Choosing the Right Compression Level
| Priority | Recommended level | Typical reduction |
|---|---|---|
| No quality loss, some size reduction | lossless | 10-40% |
| Best quality with meaningful compression | low | 30-55% |
| Balanced quality and size | medium | 45-70% |
| Smallest file possible | high | 60-90% |
| Print output (CMYK/PDF/X) | lossless | 10-40% |
| Email attachments | medium | 45-70% |
| Mobile downloads | medium or high | 45-90% |
| Archival storage | high | 60-90% |
When in doubt, start with low. It produces files that are meaningfully smaller than uncompressed while keeping visual quality indistinguishable from the original at normal viewing sizes.
Frequently Asked Questions
How do I compress a PDF via API?
Add "compression": "medium" (or lossless, low, high) to your PDFBolt API request body. The compression is applied during PDF generation. No separate compression step is needed. See the compression parameter documentation for details.

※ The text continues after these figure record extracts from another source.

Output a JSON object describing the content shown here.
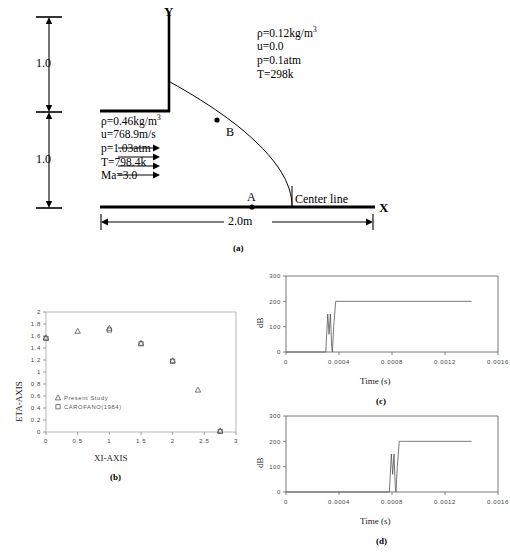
{
  "figure": {
    "panel_a": {
      "caption": "(a)",
      "axis_labels": {
        "y": "Y",
        "x": "X"
      },
      "point_labels": {
        "interior": "B",
        "centerline": "A"
      },
      "centerline_label": "Center line",
      "dimensions": {
        "upper_height": "1.0",
        "lower_height": "1.0",
        "length": "2.0m"
      },
      "upper_state": {
        "title": "ambient-state",
        "lines": [
          {
            "sym": "ρ",
            "eq": "=0.12kg/m",
            "sup": "3"
          },
          {
            "sym": "u",
            "eq": "=0.0",
            "sup": ""
          },
          {
            "sym": "p",
            "eq": "=0.1atm",
            "sup": ""
          },
          {
            "sym": "T",
            "eq": "=298k",
            "sup": ""
          }
        ]
      },
      "inlet_state": {
        "title": "inlet-state",
        "lines": [
          {
            "sym": "ρ",
            "eq": "=0.46kg/m",
            "sup": "3"
          },
          {
            "sym": "u",
            "eq": "=768.9m/s",
            "sup": ""
          },
          {
            "sym": "p",
            "eq": "=1.03atm",
            "sup": ""
          },
          {
            "sym": "T",
            "eq": "=798.4k",
            "sup": ""
          },
          {
            "sym": "Ma",
            "eq": "=3.0",
            "sup": ""
          }
        ]
      }
    },
    "panel_b": {
      "caption": "(b)"
    },
    "panel_c": {
      "caption": "(c)"
    },
    "panel_d": {
      "caption": "(d)"
    }
  },
  "chart_data": [
    {
      "id": "b",
      "type": "scatter",
      "title": "",
      "xlabel": "XI-AXIS",
      "ylabel": "ETA-AXIS",
      "xlim": [
        0,
        3
      ],
      "ylim": [
        0,
        2
      ],
      "xticks": [
        "0",
        "0.5",
        "1",
        "1.5",
        "2",
        "2.5",
        "3"
      ],
      "xtick_values": [
        0,
        0.5,
        1,
        1.5,
        2,
        2.5,
        3
      ],
      "yticks": [
        "0",
        "0.2",
        "0.4",
        "0.6",
        "0.8",
        "1",
        "1.2",
        "1.4",
        "1.6",
        "1.8",
        "2"
      ],
      "ytick_values": [
        0,
        0.2,
        0.4,
        0.6,
        0.8,
        1,
        1.2,
        1.4,
        1.6,
        1.8,
        2
      ],
      "grid": false,
      "legend_position": "inside-lower-left",
      "series": [
        {
          "name": "Present Study",
          "marker": "triangle",
          "x": [
            0,
            0.5,
            1.0,
            1.5,
            2.0,
            2.4,
            2.75
          ],
          "y": [
            1.57,
            1.68,
            1.73,
            1.48,
            1.19,
            0.7,
            0.02
          ]
        },
        {
          "name": "CAROFANO(1984)",
          "marker": "square",
          "x": [
            0,
            1.0,
            1.5,
            2.0,
            2.75
          ],
          "y": [
            1.56,
            1.7,
            1.47,
            1.18,
            0.01
          ]
        }
      ]
    },
    {
      "id": "c",
      "type": "line",
      "title": "",
      "xlabel": "Time (s)",
      "ylabel": "dB",
      "xlim": [
        0,
        0.0016
      ],
      "ylim": [
        0,
        300
      ],
      "xticks": [
        "0",
        "0.0004",
        "0.0008",
        "0.0012",
        "0.0016"
      ],
      "xtick_values": [
        0,
        0.0004,
        0.0008,
        0.0012,
        0.0016
      ],
      "yticks": [
        "0",
        "100",
        "200",
        "300"
      ],
      "ytick_values": [
        0,
        100,
        200,
        300
      ],
      "grid": false,
      "series": [
        {
          "name": "probe-A",
          "x": [
            0,
            0.0003,
            0.000315,
            0.000325,
            0.000335,
            0.000345,
            0.00035,
            0.00036,
            0.000375,
            0.0004,
            0.0014
          ],
          "y": [
            0,
            0,
            150,
            70,
            150,
            20,
            0,
            100,
            200,
            200,
            200
          ]
        }
      ]
    },
    {
      "id": "d",
      "type": "line",
      "title": "",
      "xlabel": "Time (s)",
      "ylabel": "dB",
      "xlim": [
        0,
        0.0016
      ],
      "ylim": [
        0,
        300
      ],
      "xticks": [
        "0",
        "0.0004",
        "0.0008",
        "0.0012",
        "0.0016"
      ],
      "xtick_values": [
        0,
        0.0004,
        0.0008,
        0.0012,
        0.0016
      ],
      "yticks": [
        "0",
        "100",
        "200",
        "300"
      ],
      "ytick_values": [
        0,
        100,
        200,
        300
      ],
      "grid": false,
      "series": [
        {
          "name": "probe-B",
          "x": [
            0,
            0.00078,
            0.000795,
            0.000805,
            0.000815,
            0.000825,
            0.00083,
            0.00084,
            0.000855,
            0.00088,
            0.0014
          ],
          "y": [
            0,
            0,
            150,
            70,
            150,
            20,
            0,
            100,
            200,
            200,
            200
          ]
        }
      ]
    }
  ]
}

Does compression affect text quality?
No. Compression only affects raster images (photos, screenshots, rendered charts). Text, vector graphics, and fonts remain sharp at all compression levels. If your PDF is text-only, compression will have minimal impact on file size.
What is lossless PDF compression?
Lossless compression reduces file size without any quality loss. It works by downscaling images to their rendered display size (at 2x resolution) and de-duplicating identical images. You get a smaller file with no visible difference from the original.
Can I compress existing PDFs?
PDFBolt's compression applies during PDF generation, not to existing files. For compressing arbitrary existing PDFs, tools like Ghostscript or iLovePDF handle that use case.
How much can PDF compression reduce file size?
Reductions depend on the content. Image-heavy PDFs (catalogs, reports with photos) see the most benefit: 10-90% reduction depending on the compression level. Text-heavy PDFs with few images see minimal reduction (5-15%) since text and fonts are already compact.
Can I combine compression with CMYK conversion?
Yes. Set both compression and printProduction parameters in the same request. For print output, use lossless compression to avoid quality loss. See the print production guide for more on CMYK and PDF/X settings.
Which compression level should I use for email attachments?
Use medium compression for email attachments. It typically reduces image-heavy PDFs by 45-70%, which is usually enough to stay under email attachment limits (10-25 MB). If the file is still too large, try high compression.
Conclusion
No extra tools, no post-processing. Add the compression parameter to your existing HTML to PDF API or URL to PDF API requests, and every generated PDF comes out smaller.
Four levels cover different tradeoffs – lossless for zero quality loss, low for near-invisible compression, medium for balanced quality and size, high for minimum file size. Try them on your own content in the Playground.